I began to realize that the matter of right and wrong is far less clear than it was in childhood.
We often have double standards. When a friend is late, I think: This person has a terrible sense of time. When I'm late, I explain: It was an unexpected situation (
When someone else fails at a choice, I think they made a poor judgment; when I mess up myself, I find it excusable. If right and wrong were truly absolute, why would the standard change just because the subject changes?
Sometimes, the "right" things end up costing me. I remember that time I was traveling in Hong Kong and followed a guide to a "must-eat restaurant." I waited in line for almost an hour. Shops in Hong Kong are usually very small, and I was shoulder to shoulder with strangers. At that moment, I told myself: Is this right? It seems everyone likes the taste of this place.

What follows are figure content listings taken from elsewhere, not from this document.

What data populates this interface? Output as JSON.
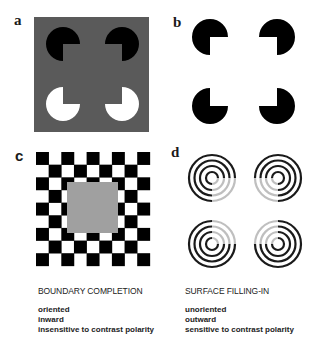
{
  "panels": {
    "a": {
      "label": "a",
      "description": "Kanizsa square with black and white pacman inducers on gray background"
    },
    "b": {
      "label": "b",
      "description": "Kanizsa illusory square with black pacman inducers on white background"
    },
    "c": {
      "label": "c",
      "description": "Checkerboard surrounding a gray square"
    },
    "d": {
      "label": "d",
      "description": "Concentric ring groups with faded inner quadrants"
    }
  },
  "colors": {
    "panel_a_background": "#5a5a5a",
    "inducer_dark": "#000000",
    "inducer_light": "#ffffff",
    "checker_dark": "#000000",
    "checker_gray": "#a0a0a0",
    "ring": "#1a1a1a"
  },
  "captions": {
    "left": {
      "heading": "BOUNDARY COMPLETION",
      "items": [
        "oriented",
        "inward",
        "insensitive to contrast polarity"
      ]
    },
    "right": {
      "heading": "SURFACE FILLING-IN",
      "items": [
        "unoriented",
        "outward",
        "sensitive to contrast polarity"
      ]
    }
  }
}
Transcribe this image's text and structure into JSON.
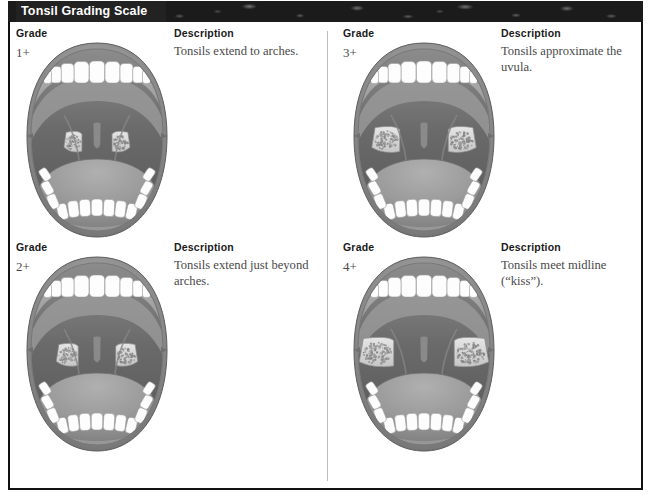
{
  "figure": {
    "title": "Tonsil Grading Scale",
    "column_headers": {
      "grade": "Grade",
      "description": "Description"
    }
  },
  "colors": {
    "banner_bg": "#1b1b1b",
    "banner_text": "#ffffff",
    "frame_border": "#111111",
    "divider": "#bdbdbd",
    "page_bg": "#ffffff",
    "lip": "#8f8f8f",
    "oral_cavity": "#6e6e6e",
    "tooth": "#fdfdfd",
    "tongue": "#9a9a9a",
    "palate": "#a2a2a2",
    "tonsil": "#dcdcdc",
    "text_body": "#4a4a4a",
    "text_header": "#1a1a1a"
  },
  "grades": [
    {
      "id": "grade-1-plus",
      "grade_label": "Grade",
      "grade_value": "1+",
      "description_label": "Description",
      "description_text": "Tonsils extend to arches.",
      "tonsil_size": 0.22,
      "position": "top-left"
    },
    {
      "id": "grade-2-plus",
      "grade_label": "Grade",
      "grade_value": "2+",
      "description_label": "Description",
      "description_text": "Tonsils extend just beyond arches.",
      "tonsil_size": 0.38,
      "position": "bottom-left"
    },
    {
      "id": "grade-3-plus",
      "grade_label": "Grade",
      "grade_value": "3+",
      "description_label": "Description",
      "description_text": "Tonsils approximate the uvula.",
      "tonsil_size": 0.62,
      "position": "top-right"
    },
    {
      "id": "grade-4-plus",
      "grade_label": "Grade",
      "grade_value": "4+",
      "description_label": "Description",
      "description_text": "Tonsils meet midline (“kiss”).",
      "tonsil_size": 0.88,
      "position": "bottom-right"
    }
  ]
}
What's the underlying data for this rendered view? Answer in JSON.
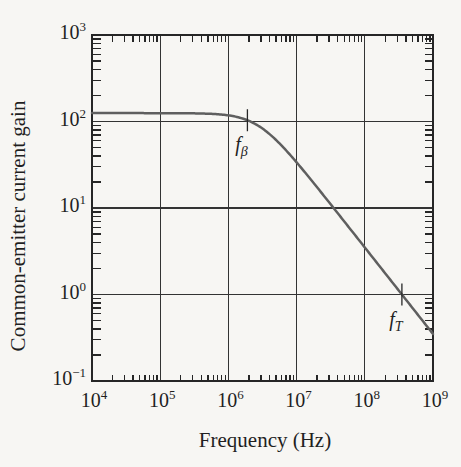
{
  "figure": {
    "background": "#f7f6f3",
    "ink_color": "#262626",
    "grid_color": "#333333",
    "curve_color": "#5f5f5f"
  },
  "chart_data": {
    "type": "line",
    "title": "",
    "xlabel": "Frequency (Hz)",
    "ylabel": "Common-emitter current gain",
    "x_scale": "log",
    "y_scale": "log",
    "xlim": [
      10000,
      1000000000
    ],
    "ylim": [
      0.1,
      1000
    ],
    "grid": true,
    "legend": false,
    "x_ticks": [
      {
        "base": "10",
        "exp": "4",
        "value": 10000
      },
      {
        "base": "10",
        "exp": "5",
        "value": 100000
      },
      {
        "base": "10",
        "exp": "6",
        "value": 1000000
      },
      {
        "base": "10",
        "exp": "7",
        "value": 10000000
      },
      {
        "base": "10",
        "exp": "8",
        "value": 100000000
      },
      {
        "base": "10",
        "exp": "9",
        "value": 1000000000
      }
    ],
    "y_ticks": [
      {
        "base": "10",
        "exp": "3",
        "value": 1000
      },
      {
        "base": "10",
        "exp": "2",
        "value": 100
      },
      {
        "base": "10",
        "exp": "1",
        "value": 10
      },
      {
        "base": "10",
        "exp": "0",
        "value": 1
      },
      {
        "base": "10",
        "exp": "−1",
        "value": 0.1
      }
    ],
    "series": [
      {
        "name": "common-emitter current gain magnitude",
        "model": {
          "type": "single-pole-low-pass",
          "beta0": 125,
          "f_beta_hz": 2800000
        },
        "points": [
          {
            "f_hz": 10000,
            "gain": 125.0
          },
          {
            "f_hz": 50000,
            "gain": 125.0
          },
          {
            "f_hz": 100000,
            "gain": 125.0
          },
          {
            "f_hz": 200000,
            "gain": 124.7
          },
          {
            "f_hz": 500000,
            "gain": 123.1
          },
          {
            "f_hz": 1000000,
            "gain": 117.7
          },
          {
            "f_hz": 2000000,
            "gain": 101.7
          },
          {
            "f_hz": 3000000,
            "gain": 85.3
          },
          {
            "f_hz": 5000000,
            "gain": 61.1
          },
          {
            "f_hz": 10000000,
            "gain": 33.7
          },
          {
            "f_hz": 20000000,
            "gain": 17.3
          },
          {
            "f_hz": 50000000,
            "gain": 7.0
          },
          {
            "f_hz": 100000000,
            "gain": 3.5
          },
          {
            "f_hz": 200000000,
            "gain": 1.75
          },
          {
            "f_hz": 350000000,
            "gain": 1.0
          },
          {
            "f_hz": 500000000,
            "gain": 0.7
          },
          {
            "f_hz": 1000000000,
            "gain": 0.35
          }
        ]
      }
    ],
    "annotations": [
      {
        "id": "f-beta",
        "label_main": "f",
        "label_sub": "β",
        "f_hz": 1900000,
        "gain_at_marker": 103.4,
        "marker": "vertical-tick"
      },
      {
        "id": "f-T",
        "label_main": "f",
        "label_sub": "T",
        "f_hz": 350000000,
        "gain_at_marker": 1.0,
        "marker": "vertical-tick"
      }
    ]
  }
}
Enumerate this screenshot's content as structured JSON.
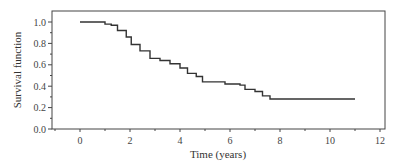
{
  "chart_data": {
    "type": "line",
    "step": true,
    "title": "",
    "xlabel": "Time (years)",
    "ylabel": "Survival function",
    "xlim": [
      -1.1,
      12
    ],
    "ylim": [
      0.0,
      1.1
    ],
    "xticks": [
      0,
      2,
      4,
      6,
      8,
      10,
      12
    ],
    "xtick_labels": [
      "0",
      "2",
      "4",
      "6",
      "8",
      "10",
      "12"
    ],
    "yticks": [
      0.0,
      0.2,
      0.4,
      0.6,
      0.8,
      1.0
    ],
    "ytick_labels": [
      "0.0",
      "0.2",
      "0.4",
      "0.6",
      "0.8",
      "1.0"
    ],
    "grid": false,
    "legend": null,
    "series": [
      {
        "name": "Survival function",
        "color": "#333333",
        "x": [
          0,
          1.0,
          1.25,
          1.5,
          1.85,
          2.05,
          2.4,
          2.8,
          3.2,
          3.6,
          4.0,
          4.3,
          4.65,
          4.9,
          5.6,
          5.8,
          6.4,
          6.6,
          7.0,
          7.3,
          7.6,
          11.0
        ],
        "y": [
          1.0,
          0.98,
          0.97,
          0.92,
          0.86,
          0.79,
          0.73,
          0.66,
          0.64,
          0.61,
          0.57,
          0.52,
          0.49,
          0.44,
          0.44,
          0.42,
          0.41,
          0.37,
          0.35,
          0.31,
          0.28,
          0.28
        ]
      }
    ]
  }
}
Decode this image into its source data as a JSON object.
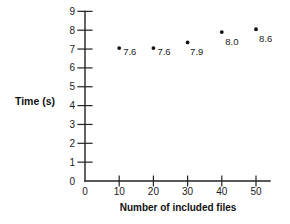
{
  "chart_data": {
    "type": "scatter",
    "title": "",
    "xlabel": "Number of included files",
    "ylabel": "Time (s)",
    "x": [
      10,
      20,
      30,
      40,
      50
    ],
    "values": [
      7.6,
      7.6,
      7.9,
      8.0,
      8.6
    ],
    "point_labels": [
      "7.6",
      "7.6",
      "7.9",
      "8.0",
      "8.6"
    ],
    "x_ticks": [
      "0",
      "10",
      "20",
      "30",
      "40",
      "50"
    ],
    "x_tick_values": [
      0,
      10,
      20,
      30,
      40,
      50
    ],
    "y_ticks": [
      "0",
      "1",
      "2",
      "3",
      "4",
      "5",
      "6",
      "7",
      "8",
      "9"
    ],
    "y_tick_values": [
      0,
      1,
      2,
      3,
      4,
      5,
      6,
      7,
      8,
      9
    ],
    "xlim": [
      0,
      54
    ],
    "ylim": [
      0,
      9
    ],
    "grid": false,
    "legend": "none",
    "marker_color": "#111111",
    "axis_color": "#222222",
    "text_color": "#1a1a1a",
    "background_color": "#ffffff",
    "plotted_y": [
      7.05,
      7.05,
      7.35,
      7.9,
      8.05
    ]
  }
}
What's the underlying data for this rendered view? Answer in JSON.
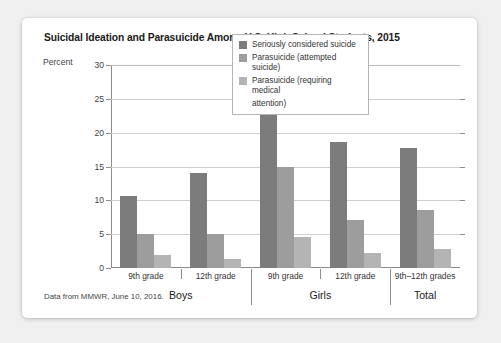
{
  "card": {
    "title": "Suicidal Ideation and Parasuicide Among U.S. High School Students, 2015",
    "source_note": "Data from MMWR, June 10, 2016.",
    "axis_unit_label": "Percent"
  },
  "chart_data": {
    "type": "bar",
    "title": "Suicidal Ideation and Parasuicide Among U.S. High School Students, 2015",
    "xlabel": "",
    "ylabel": "Percent",
    "ylim": [
      0,
      30
    ],
    "yticks": [
      0,
      5,
      10,
      15,
      20,
      25,
      30
    ],
    "grid": true,
    "legend_position": "inside-top-right",
    "categories": [
      "9th grade",
      "12th grade",
      "9th grade",
      "12th grade",
      "9th–12th grades"
    ],
    "groups": [
      {
        "label": "Boys",
        "categories": [
          "9th grade",
          "12th grade"
        ]
      },
      {
        "label": "Girls",
        "categories": [
          "9th grade",
          "12th grade"
        ]
      },
      {
        "label": "Total",
        "categories": [
          "9th–12th grades"
        ]
      }
    ],
    "series": [
      {
        "name": "Seriously considered suicide",
        "color": "#7c7c7c",
        "values": [
          10.6,
          14.0,
          26.5,
          18.6,
          17.7
        ]
      },
      {
        "name": "Parasuicide (attempted suicide)",
        "color": "#9d9d9d",
        "values": [
          5.0,
          5.0,
          14.9,
          7.1,
          8.6
        ]
      },
      {
        "name": "Parasuicide (requiring medical attention)",
        "color": "#b4b4b4",
        "values": [
          1.9,
          1.3,
          4.6,
          2.2,
          2.8
        ]
      }
    ],
    "legend": [
      "Seriously considered suicide",
      "Parasuicide (attempted suicide)",
      "Parasuicide (requiring medical",
      "attention)"
    ],
    "annotations": [
      "Data from MMWR, June 10, 2016."
    ]
  }
}
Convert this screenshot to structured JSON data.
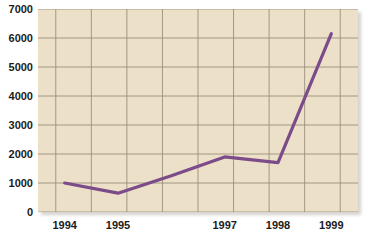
{
  "chart_data": {
    "type": "line",
    "title": "",
    "subtitle": "",
    "xlabel": "",
    "ylabel": "",
    "x": [
      1994,
      1995,
      1996,
      1997,
      1998,
      1999
    ],
    "series": [
      {
        "name": "",
        "values": [
          1000,
          650,
          1250,
          1900,
          1700,
          6150
        ],
        "color": "#7b4b8a"
      }
    ],
    "xlim": [
      1993.5,
      1999.5
    ],
    "ylim": [
      0,
      7000
    ],
    "y_ticks": [
      0,
      1000,
      2000,
      3000,
      4000,
      5000,
      6000,
      7000
    ],
    "y_tick_labels": [
      "0",
      "1000",
      "2000",
      "3000",
      "4000",
      "5000",
      "6000",
      "7000"
    ],
    "x_ticks": [
      1994,
      1995,
      1997,
      1998,
      1999
    ],
    "x_tick_labels": [
      "1994",
      "1995",
      "1997",
      "1998",
      "1999"
    ],
    "gridlines": {
      "horizontal": true,
      "vertical": true,
      "vertical_count": 9,
      "color": "#9a8f7c"
    },
    "legend": {
      "visible": false,
      "position": "none",
      "entries": []
    },
    "plot_background": "#ece0c8",
    "figure_background": "#ffffff",
    "annotations": []
  }
}
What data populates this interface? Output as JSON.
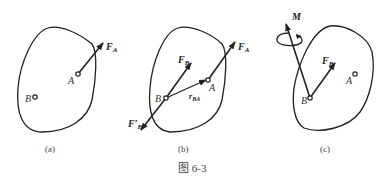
{
  "figure": {
    "caption": "图 6-3",
    "panels": [
      {
        "id": "a",
        "label": "(a)",
        "points": {
          "A": "A",
          "B": "B"
        },
        "forces": [
          {
            "name": "F",
            "sub": "A"
          }
        ]
      },
      {
        "id": "b",
        "label": "(b)",
        "points": {
          "A": "A",
          "B": "B"
        },
        "forces": [
          {
            "name": "F",
            "sub": "A"
          },
          {
            "name": "F",
            "sub": "B"
          },
          {
            "name": "F′",
            "sub": "B"
          }
        ],
        "vector": {
          "name": "r",
          "sub": "BA"
        }
      },
      {
        "id": "c",
        "label": "(c)",
        "points": {
          "A": "A",
          "B": "B"
        },
        "forces": [
          {
            "name": "F",
            "sub": "B"
          }
        ],
        "moment": "M"
      }
    ]
  },
  "colors": {
    "stroke": "#222222",
    "text": "#333333",
    "background": "#ffffff"
  }
}
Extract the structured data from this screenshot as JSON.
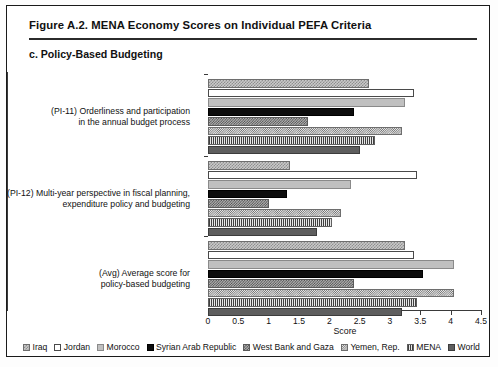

But when I finally got a seat and actually ate the food, it just felt ordinary.
Yeah, "right" is standard, but it has no surprise at all.
Don't we often do this too? Take the "right" path, study the "right" major, say the "right" things, live the "right" life. Yet deep down, we've never felt satisfied with any of these "right" things.
On the contrary, those "wrong" things sometimes bring momentary pleasure. Oversleeping the alarm gives you an extra half hour in bed. Knowing full well you should be on a diet, you secretly order takeout late at night. Putting off what you should do until tomorrow. When you should be rational and restrained, you just go ahead and act on impulse.
Those wrongs are all real, but like stolen candy, the sweetness is so genuine.
But the problem is, after the sweetness, we often pay a higher price, a greater cost. Regret is probably the most expensive cost of all. It hurts more than being scolded, weighs heavier than a single failure. Being scolded is just momentary pain, but regret replays itself over and over.
"If only I had..." That sentence looping in your mind cuts sharper than any blame.
So I've slowly come to realize that maybe the problem isn't about what is absolutely right or absolutely wrong. The real difficulty is, at the moment of choice—am I willing to take responsibility for that choice?
Right doesn't necessarily feel good; wrong doesn't have to be destructive. The key is, after you've made the choice, you don't comfort yourself with double standards.
Abandon the pursuit of a perfect "correct answer," and instead pursue a kind of "owning it." Own your choice, own your judgment, own the pain that comes with the result. Don't blame the circumstances, don't blame others, don't soothe yourself with double standards—that's a thousand times better than agonizing over it.
Perhaps right and wrong have never been objective options; they are just the weight we are unwilling to bear.
When I was a child, I thought right meant being praised, and wrong meant being punished. Now I'd rather believe: Right is doing something and not regretting it; wrong is refusing to admit it after I've made a mistake.
When we stop clinging to standard answers and learn to sign off on our own choices, maybe that's the moment we truly get close to "right."
When we find our own "why," right and wrong are no longer just external judgments, but results we are willing to bear ourselves.